Food & Drink

Review: Good Boy Bagels in Canton Gets Four Paws Up

The cafe has attracted a loyal following of people who come for the hand-rolled bagels, housemade sausage and sides, and warm atmosphere with dog-themed decor.
The 40 Gold with pit beef, fried eggs, and cheddar for breakfast. —Photography by Scott Suchman

Dogs are everywhere inside Canton’s hopping new breakfast and lunch spot. Paintings of them hang on the walls. Polaroids of them are posted everywhere. And, of course, one adorns the restaurant’s logo. To be clear, the living, panting, drooling, shedding, yet irresistibly lovable kind have to stay outside, but their positive energy undoubtedly adds to the great vibe at Good Boy Bagels—and bowls of cold water and dog biscuits are available for them on the patio out front.

Since it opened in May, the cafe has attracted a loyal following of people who come for the hand-rolled bagels, housemade sausage and sides, and locally roasted coffee from Ceremony. Once they experience the warm, welcoming space, they keep coming back.

“I’ve always loved hosting gatherings, and I always said that if I ever had a place like this, I would want it to feel like you were coming to my house,” says co-owner Lauren Kistner.
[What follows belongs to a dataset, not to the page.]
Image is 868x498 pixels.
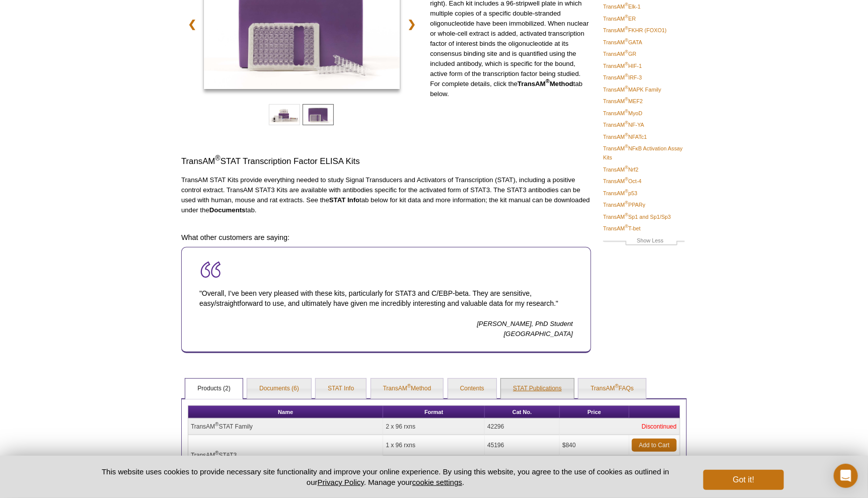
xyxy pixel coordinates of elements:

She accomplished that by decorating the space with bright colors, art sourced from Etsy, and some of her own work, including paintings of food. Her business partner is Benjamin Sawyer (it’s his dog, Luffy, on the logo), who runs the back of the house. A veteran of respected kitchens like Magdalena, most recently he was a butcher at John Brown General & Butchery in Cockeysville.

“Since I’ve been in Baltimore, what I’ve really craved the most is bagels,” says Sawyer, a New Jersey native who lives in Canton. “I would visit my mom and get bagels at our local bagel shop every day. I just felt like we didn’t have our style of bagels here.”

Sawyer has created a menu that melds the type of bagel from back home—denser than many made here—with items like pit beef from his adopted state of Maryland. The king of the breakfast specials is the 40 Gold (the name pays homage to the legendary Chaps Pit Beef on Route 40), a bagel sandwich that pairs the beef—usually bottom round rubbed and injected with seasoning, rare on the inside, charred on the outside—with fried eggs, onion, and cheddar horseradish cream cheese.

Because Good Boy’s bagels are flatter than most, when the halves are pressed together, they don’t squeeze out the components between them like many other bagel sandwiches do. Take for example the pizza bagel, a delightfully garlicy concoction that leaves the marinara on the side. Instead of taking a bite that pulls all the cheese and sauce off the bagel and onto your chin, it holds its structural integrity. Dunk it in the tub of marinara at your leisure.

Each bagel here comes out hot and fresh with a subtle natural crunch, so it doesn’t need to be toasted. Hash browns are a single fried, circular, bagel-sized patty that can go on the bagel or beside it. Pasta salad uses pimento cheese, elevating it from a standard side to a star. Breakfast sausage is made in-house, heavy on sage and ginger.

Oh, and no need to tie up your pup if you want to order: An employee will come outside to take your order. And if you want to pick up curbside, instead of listing the model of your car, you can give your dog’s name and breed. It’s these little touches that have made Good Boy Bagels a favorite for Cantonites—two- and four-legged alike.

The-Scoop

GOOD BOY BAGELS: 834 S. Conkling St., Canton. HOURS: Mon., Wed.-Fri. 7 a.m.-2 p.m.; Sat.-Sun. 8 a.m.-2 p.m. PRICES: Bagels: $2 (single), $22 (baker’s dozen); breakfast and lunch: $10-20.